Remember Check Your Robots.txt file!
May 8th 2007 Posted at Webmaster Tools
Comments Off on Remember Check Your Robots.txt file!
When I launched Early Miser I simply copied over my robots.txt file from Best Buy Zone. This was a mistake. Hey this is one of my mistakes so let’s learn from it.
The robots.txt file was over 4 years old and included numerous exclusions. As I have stated before Best Buys Zone is an extremely brittle applications from my viewpoint. (Yes I designed the site 4 years ago). All caching is MySQL based so it hits the database especially hard. I have a single box serving it so this isn’t much of a problem. It was NEVER designed to be hugely popular merely explore the role of RSS in comparison shopping. (That said traffic varies between 2500-3000 visitors a day).
Because the application was more brittle than I would like; I excluded Teoma, Ask and Looksmart from crawling the site. I remember that Ask was an especially hungry bot and I was getting no traffic from ask.com in return. So no problem I thought, “It’s only a thought experiment anyway.” After letting the thing run for a few years now, when I got Early Miser ready to launch I then decided, “Hey the robots.txt file for bestbuyszone.com worked great. I will use that one.” I had forgotten I had excluded a whole bunch of sites like Ask, Looksmart and Google Image Search. Looksmart with Furl.net is looking like a pretty good source of traffic.
I didn’t really notice anything of course until I began using Google Web Master Tools. I had loaded up the robots.txt analysis tools and was looking at Early Miser’s robots.txt. Then it all came rushing back to me. After wandering why I was banning large parts of the web from indexing the site, I soon remembered why I had done so. After slapping myself on my forehead, I quickly corrected the issue since Earlymiser.com is a pretty robust application and has a much more robust caching scheme.
So the lesson here is pretty clear – Check your robots.txt file periodically. You need to compare it to any new bots that have arisen, so check your log files and the appropriate forums at Webmaster world.com. I probably wouldn’t have caught this if hadn’t been usingGoogle’s Web Master Tools so I always recommend that tool. I am interested in seeing how much traffic will be generated to earlymiser.com now that looksmart, Ask.com and other will actually index the site!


• EXERCISE DETAILS
Only the lines from the one that contains "This screenshot has height=675, width=1460." through the end of the entries, both included, should be transcribed, exactly and without pictures.

• SOURCE INFORMATION
········

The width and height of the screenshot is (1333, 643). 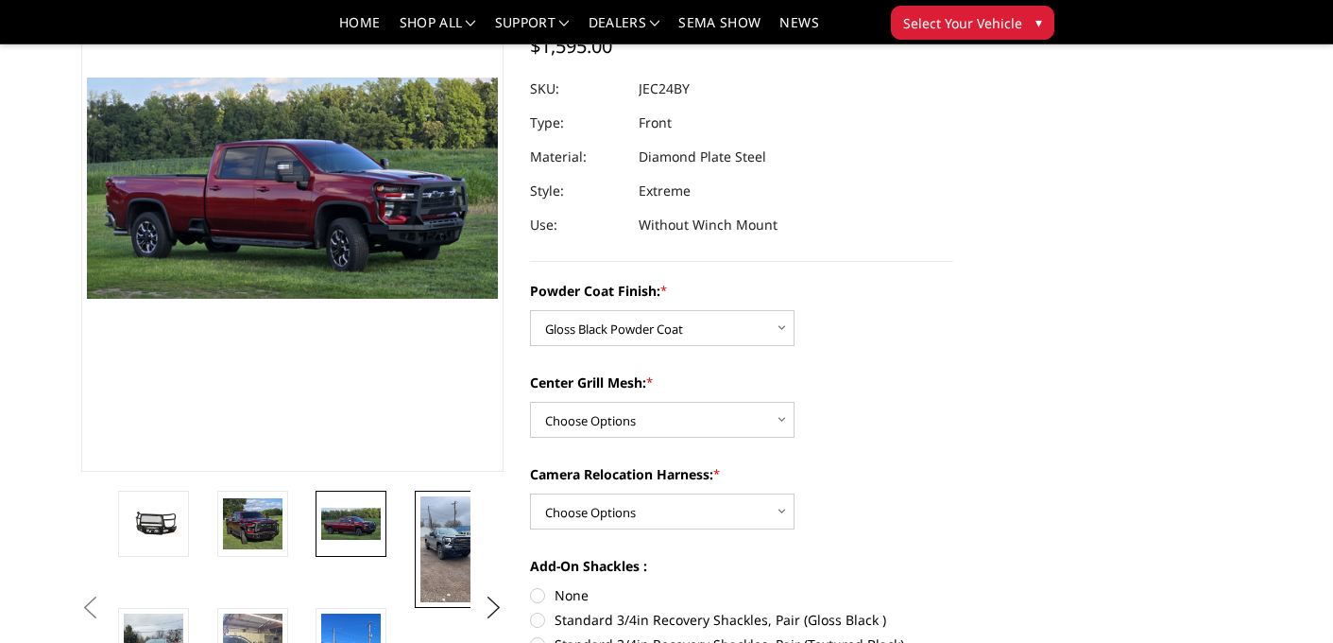 I want to click on button: Select Your Vehicle, so click(x=972, y=23).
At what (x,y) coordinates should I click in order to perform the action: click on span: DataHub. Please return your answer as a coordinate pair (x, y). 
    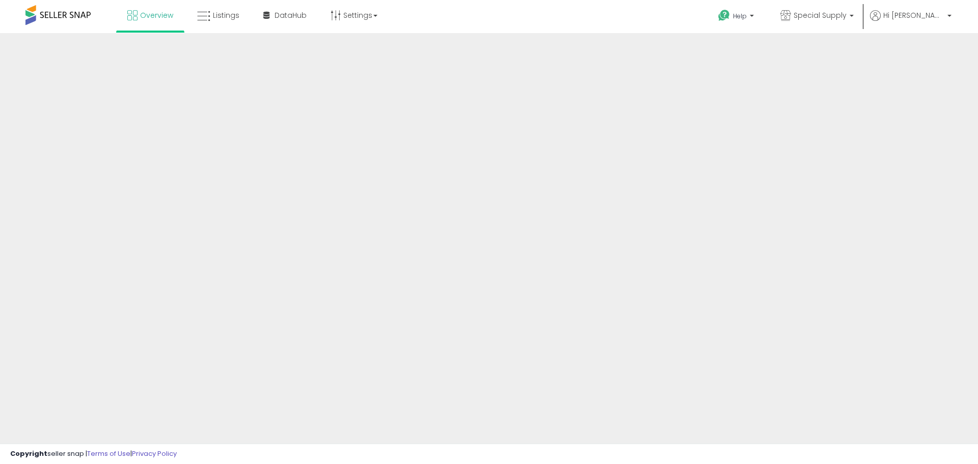
    Looking at the image, I should click on (290, 15).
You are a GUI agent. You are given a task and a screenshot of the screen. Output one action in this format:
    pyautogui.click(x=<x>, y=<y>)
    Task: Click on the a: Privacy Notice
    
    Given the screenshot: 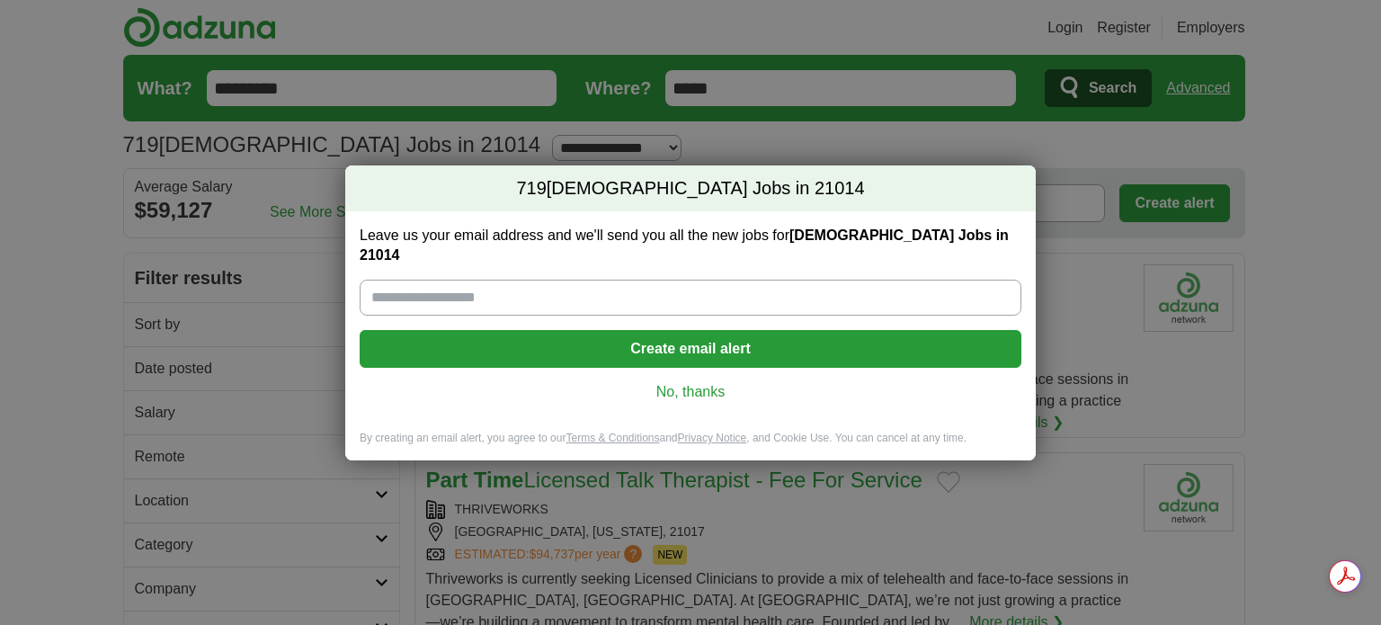 What is the action you would take?
    pyautogui.click(x=712, y=438)
    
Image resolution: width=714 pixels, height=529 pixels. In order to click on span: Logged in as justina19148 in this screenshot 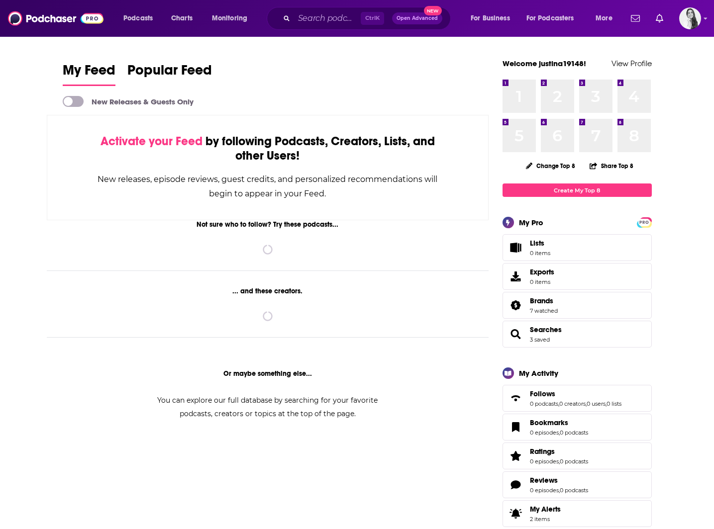, I will do `click(690, 18)`.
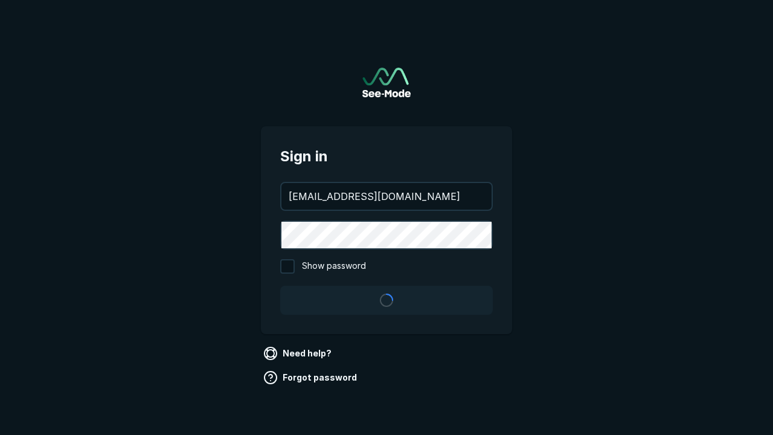 Image resolution: width=773 pixels, height=435 pixels. I want to click on span: Sign in, so click(387, 156).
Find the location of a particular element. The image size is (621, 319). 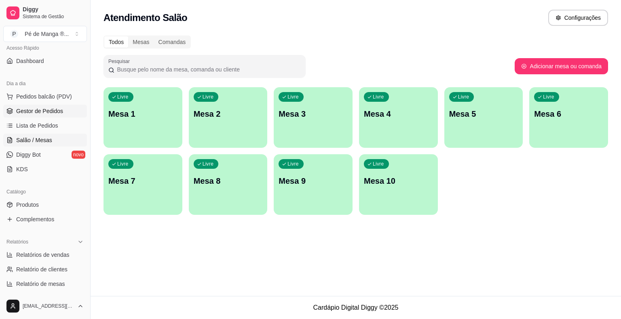

p: Mesa 5 is located at coordinates (484, 114).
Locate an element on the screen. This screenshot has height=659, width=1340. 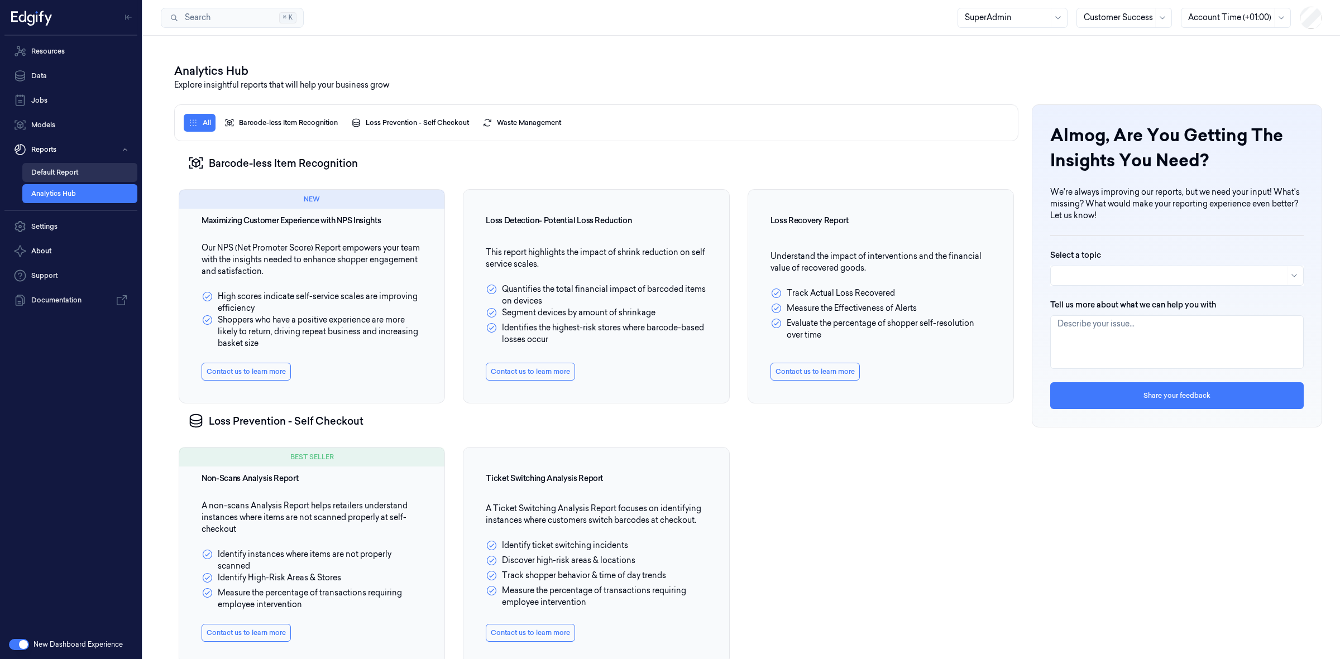
div: Understand the impact of interventions and the financial value of recovered goods. is located at coordinates (880, 296).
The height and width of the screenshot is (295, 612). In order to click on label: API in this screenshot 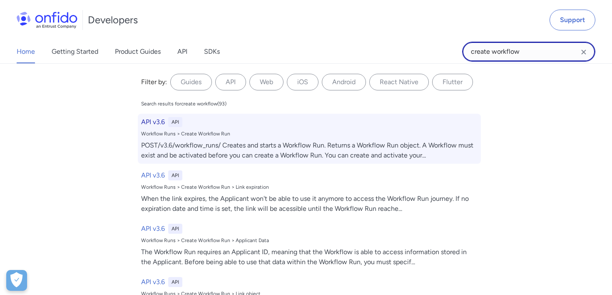, I will do `click(231, 82)`.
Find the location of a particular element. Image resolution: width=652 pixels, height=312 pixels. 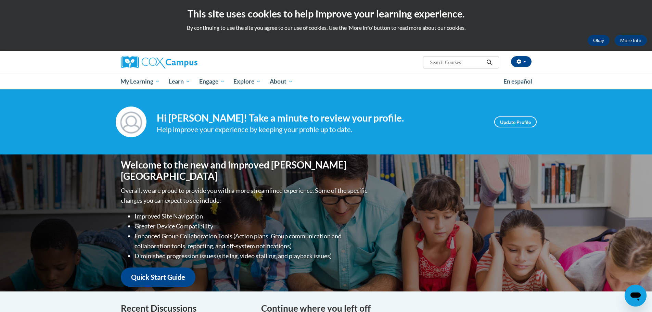

a: About is located at coordinates (281, 81).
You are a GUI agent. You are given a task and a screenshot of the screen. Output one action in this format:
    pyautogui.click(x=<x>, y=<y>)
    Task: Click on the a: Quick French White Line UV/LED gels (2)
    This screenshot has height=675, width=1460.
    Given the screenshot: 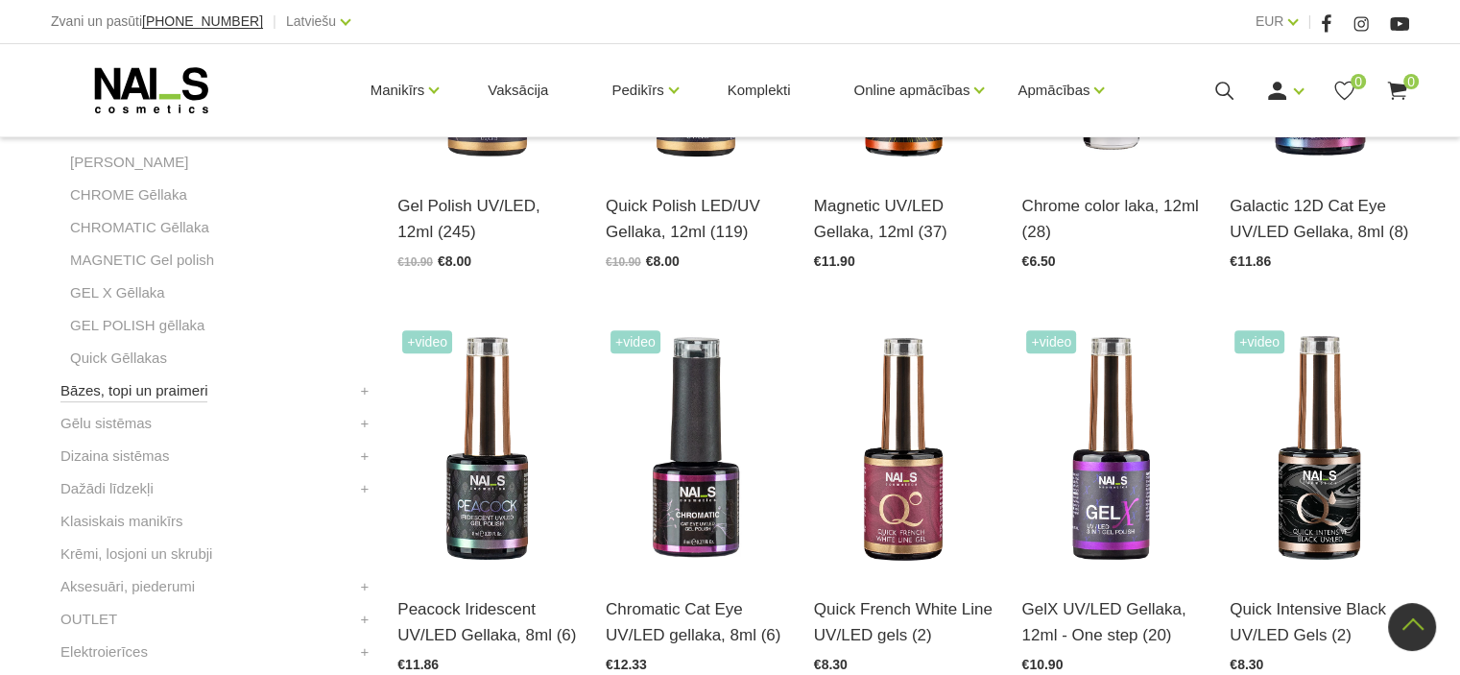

········

• PROBLEM SOLUTION
    This screenshot has height=675, width=1460.
    Given the screenshot: 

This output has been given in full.